Spain begins to confront its past

A campaign to dig up the mass graves of thousands murdered during the civil war has begun

Vicente Moriera was 11 when his mother was shot in the back of the head and dumped into a hole in the ground.

It was an August evening in 1936, at the start of the Spanish civil war. That summer also marked the start of the young Vicente's 17-year exile to the Soviet Union - and the beginning of his lifelong quest for justice and remembrance.

Last spring, six decades after his mother's death, Mr. Moriera's painful odyssey reached a turning point. He watched as volunteer archeologists dug up one of thousands of mass graves throughout Spain, mostly the remains of opponents killed by General Francisco Franco's forces during the civil war and the nearly four decades of dictatorship that ensued.

"How can I describe it? It was liberation," Mr. Moriera says, holding back tears. "I had been waiting my whole life for this."

Like thousands of others throughout the country, he has begun to break the silence that has surrounded the brutalities committed during the Franco years, demanding that mass graves be located and the stories of the victims be told.

Now one of the groups leading the effort - which is seeking the establishment of an independent truth commission - wants an apology from the Roman Catholic Church, which backed Franco.

"The church played an atrocious role in the persecution of dissidents, but it plays a fundamental role in the lives of many who remember the war," says Emilio Silva, a cofounder of the Association for the Recovery of Historical Memory. "In order for fear to dissipate, we need a political as well as a religious commitment to tell the other side of the story."

The association plans to send a formal letter this month to the Vatican Embassy in Spain, and to bishops and archbishops throughout the country.

The civil war was preceded by the proclamation of a Republic in Spain, which, among other things, curtailed the church's power and secularized education. In the Soviet-backed Republic, monasteries, convents, and churches were raided and profaned, priests and lay workers murdered, and nuns raped. In 2001 Pope John Paul II beatified 233 Catholics as martyrs murdered by Republicans in the war.

Spain's silence surrounding the civil war and the Franco era was part of the blueprint for the transition to democracy after the dictator's death in 1975. The fathers of the new government believed that forgetting was essential to moving on, and in 1977 granted amnesty to all collaborators in the war.

The silence since Franco's death has left Spain with an uneven historical memory.

While Franco's troops were celebrated for dying for country and altar, more than 30,000 Republicans officially "disappeared" and remain missing. The colossal Valley of the Fallen outside of Madrid is a stark example of the discrepancy.
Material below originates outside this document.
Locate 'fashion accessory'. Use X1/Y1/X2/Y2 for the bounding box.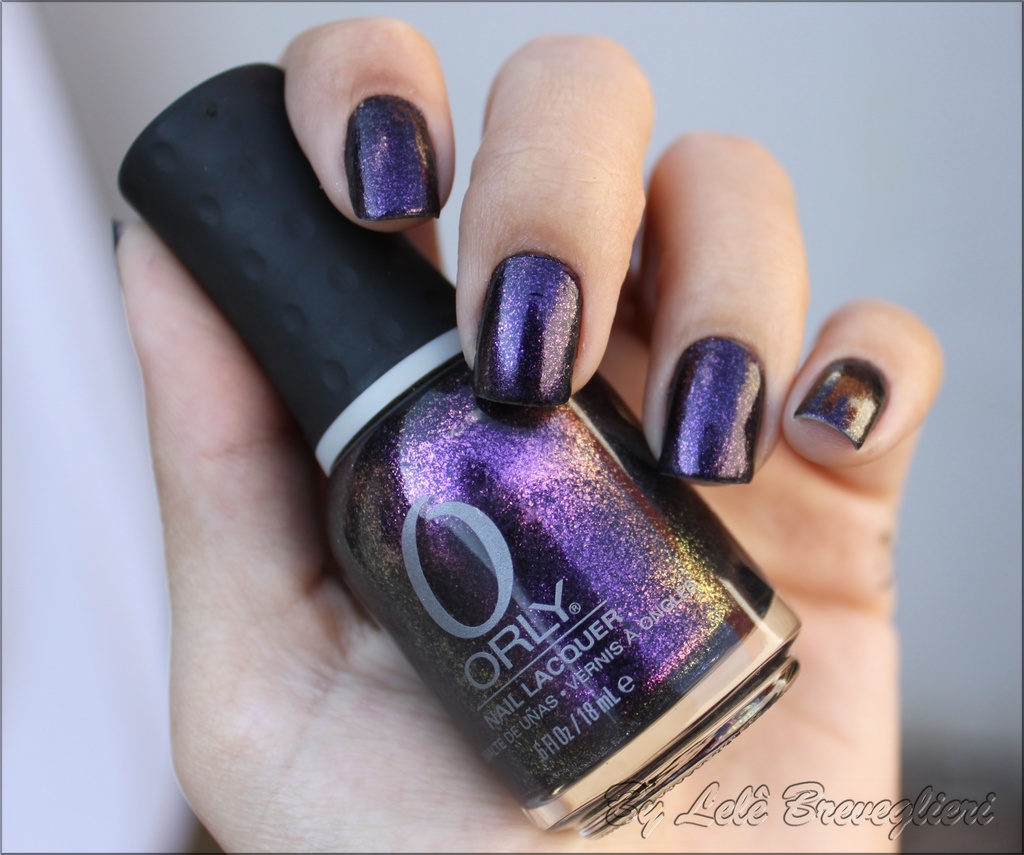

It is promoted as a memorial to some 350,000 people who died during the war, but, built by the dictator's prisoners of war in the early 1940s, the memorial is an obvious shrine to Franco and his followers.

Many Spaniards say there are few public forums to discuss the war or the dictatorship. While textbooks illustrate post-1936 Spain, it is the exception, rather than the rule, to formally study those chapters.

The country's center-right government, which has historical ties to the Franco regime, has been criticized for being slow to support efforts to unearth the secrets of the past and foster objective discussion of it.

"The government wasn't paying attention to the requests in the beginning, until [the issue] started receiving attention abroad," says José Luis Rodríguez Jiménez, a history professor at the University Juan Carlos III in Madrid. "Now they've said they will help with the exhumations, it remains to be seen what will actually be done."

Thousands of documents are still believed to be in files restricted to the public. This fall the Association for the Recovery of Historical Memory asked the United Nations to request that Spain open its archives so that surviving relatives could find out what happened to family members and where their bodies are buried. The group also wants the government to help defray costs, including DNA testing and dignified reburials.

Mr. Silva says that since his association's effort began last spring, it has received more than 3,000 requests for exhumations and has disinterred 59 bodies. Most of the work is done by volunteers, but local town halls and universities are beginning to donate resources, says Silva, whose grandfather disappeared during the civil war. Although the association was formed in the name of Republican victims, the group maintains it will help relatives of nationalists who disappeared if help is requested.

At various times in the past two decades, the issue of the church's role has been raised, but no admission has been made. A diocesan spokesman in Leon recently said, "And why don't they ask communism to say it is sorry? It has caused much damage throughout the world."

Moriera believes that the wounds of the past can only be healed through a joint effort by the victims, the government, and the church.

As a child of Republican sympathizers, Moriera was among 3,000 Spanish children sent to the Soviet Union during the war. Thousands of others fled or were exiled to other parts of the world.

For the children of the war's "losers," life has not been easy, Moriera says. "They didn't just kill our parents, they killed all of us," he says. "I have felt marginalized my whole life." A retired sculptor, he sits in front of a work he has created for a town hall in northern Spain, where his mother was buried last year. A plaque with the words Nunca Mas (Never Again) etched above two hands, reaching up from the earth, it is one of the first memorials to honor Republicans. "It is both the beginning of a new era," he says, "and the end of my story."